Avoiding the Unthinkable

For the second day in a row, 800,000 Americans have been forced to take unpaid leave, as the shutdown of parts of the United States government continues.

Jewish communities near the nation’s capital responded by setting up temporary kollelim — complete and interest-free loans and grants for local residents whose lives have been turned upside-down by the failure of the political leadership to reach a deal.

Long-planned vacations have been ruined as national parks and famous attractions have been shuttered; businesses that were already struggling have been robbed of desperately needed customers. The far-flung effects even reached France, where tourists were barred from the U.S. cemetery overlooking the D-Day beaches at Normandy, one of two dozen military cemeteries abroad that have been closed.

Even spy agencies have been affected: Director of National Intelligence James R. Clapper told Congress that roughly 70 percent of the intelligence workforce — including the CIA and National Security Agency — have been furloughed, but he’s trying to keep enough people to guard against potential threats.

Call centers, hotlines and regional offices that help veterans understand their benefits are closed, and new applications for small business loans and loan guarantees have been immediately halted.
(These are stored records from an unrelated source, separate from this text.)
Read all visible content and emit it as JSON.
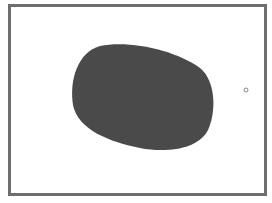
{
  "figure": {
    "frame_color": "#6e6e6e",
    "background": "#ffffff",
    "blob": {
      "shape": "rounded-oval",
      "fill": "#4a4a4a",
      "bounds": {
        "left": 72,
        "top": 44,
        "right": 215,
        "bottom": 151
      }
    },
    "marker": {
      "shape": "small-circle",
      "cx": 246,
      "cy": 90,
      "r": 2,
      "stroke": "#8a8a8a"
    }
  }
}
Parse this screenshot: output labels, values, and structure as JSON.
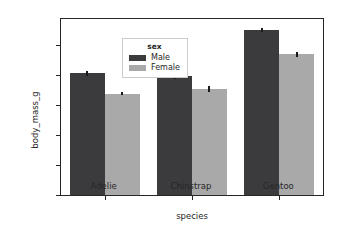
{
  "chart_data": {
    "type": "bar",
    "title": "",
    "xlabel": "species",
    "ylabel": "body_mass_g",
    "categories": [
      "Adelie",
      "Chinstrap",
      "Gentoo"
    ],
    "ylim": [
      0,
      5850
    ],
    "yticks": [
      0,
      1000,
      2000,
      3000,
      4000,
      5000
    ],
    "ytick_labels": [
      "0",
      "1000",
      "2000",
      "3000",
      "4000",
      "5000"
    ],
    "grid": false,
    "legend": {
      "title": "sex",
      "position": "upper left",
      "entries": [
        {
          "label": "Male",
          "color": "#3b3b3d"
        },
        {
          "label": "Female",
          "color": "#a9a9a9"
        }
      ]
    },
    "series": [
      {
        "name": "Male",
        "color": "#3b3b3d",
        "values": [
          4043,
          3939,
          5485
        ],
        "errors": [
          75,
          90,
          65
        ]
      },
      {
        "name": "Female",
        "color": "#a9a9a9",
        "values": [
          3369,
          3527,
          4680
        ],
        "errors": [
          60,
          95,
          80
        ]
      }
    ]
  },
  "axes": {
    "frame_color": "#262626",
    "background": "#ffffff"
  }
}
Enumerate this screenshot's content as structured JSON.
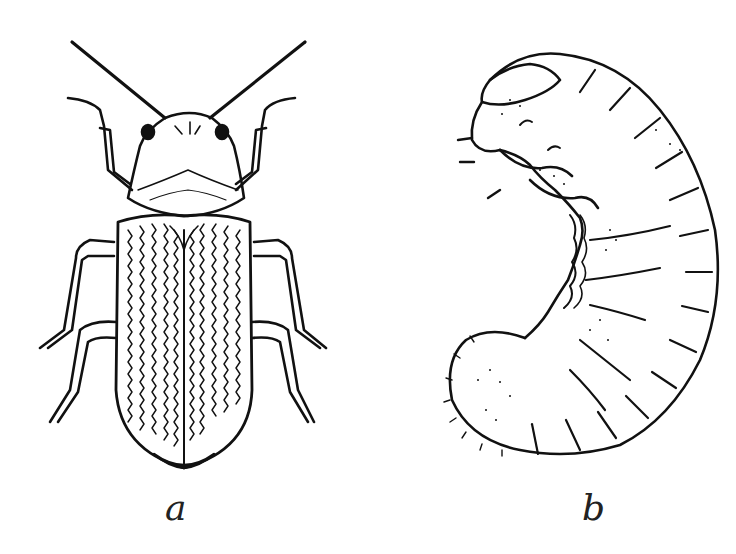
{
  "figure": {
    "panels": [
      {
        "id": "a",
        "label": "a",
        "subject": "adult beetle, dorsal view"
      },
      {
        "id": "b",
        "label": "b",
        "subject": "C-shaped larva (grub)"
      }
    ],
    "colors": {
      "ink": "#111111",
      "background": "#ffffff"
    }
  }
}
Research into life-threatening diseases and other areas will stop, and new patients aren’t being accepted into clinical trials at the National Institutes of Health.

If the shutdown continues for an extended period, vital services that ensure seniors and young children access to healthy food and meals may not have sufficient Federal funds to serve all beneficiaries, and veterans’ compensation, pension, education, and other benefits could be cut off.

Anxious investors on both sides of the Atlantic expressed their concerns about the very real threat to the global economy posed by this shutdown, and U.S. and European stock markets fell Wednesday.

“The markets are sending a loud message to Washington lawmakers to get their act together and resolve the budget crisis,” said Peter Cardillo, chief market economist at Rockwell Global Capital.

We fully agree.

The quarreling sides met at the White House Wednesday but showed little signs of progress, and Republicans and Democrats alike said the shutdown could last for two weeks or more, which would bring them up to an even more frightening deadline.

Treasury Secretary Jacob Lew has informed Congress that unless lawmakers act in time, he will run out of money to pay the nation’s bills by Oct. 17. Congress must periodically raise the limit on government borrowing to keep U.S. funds flowing, but the once-routine matter has now become a bargaining chip in battles over the federal budget deficit.

The last time there was an impasse over the borrowing limit, in August 2011, it led to a downgrade of the United States’ credit rating by Standard & Poor’s and a plunge in the stock market.

Lew says that he has now begun using all the “extraordinary measures” at his disposal to avoid hitting the debt ceiling, but there are no other “legal and prudent” options for extending the borrowing authority after October 17.

While the government has shut down before, the United States has never defaulted throughout its history. But if Congress fails to raise the debt ceiling by October 17, the damage this could cause to the United States’ economy is unimaginable, and the Treasury Department will be unable to pay Congress’s bills for what it has already allocated funds.

While it is likely that the politicians who have allowed us to get us into this mess in the first place will reach an agreement by then, that conclusion is far from foregone, and experts believe that each the two sides of the divide is  so desperate to achieve victory that they may allow America to tumble off this dangerous cliff. With each passing day the uncertainty and fear of the unknown is taking its toll on our still-fragile economy.

The American people need to let their voices be heard and make it clear to the elected officials on both sides of the aisle that this stalemate will not be tolerated. The shenanigans that have already negatively impacted so many hardworking citizens of this country must come to an immediate end. Congress and the president must come to a fair and reasonable agreement that would in the short term reopen the government and raise the debt ceiling, and in the long term include much-needed changes to Obamacare.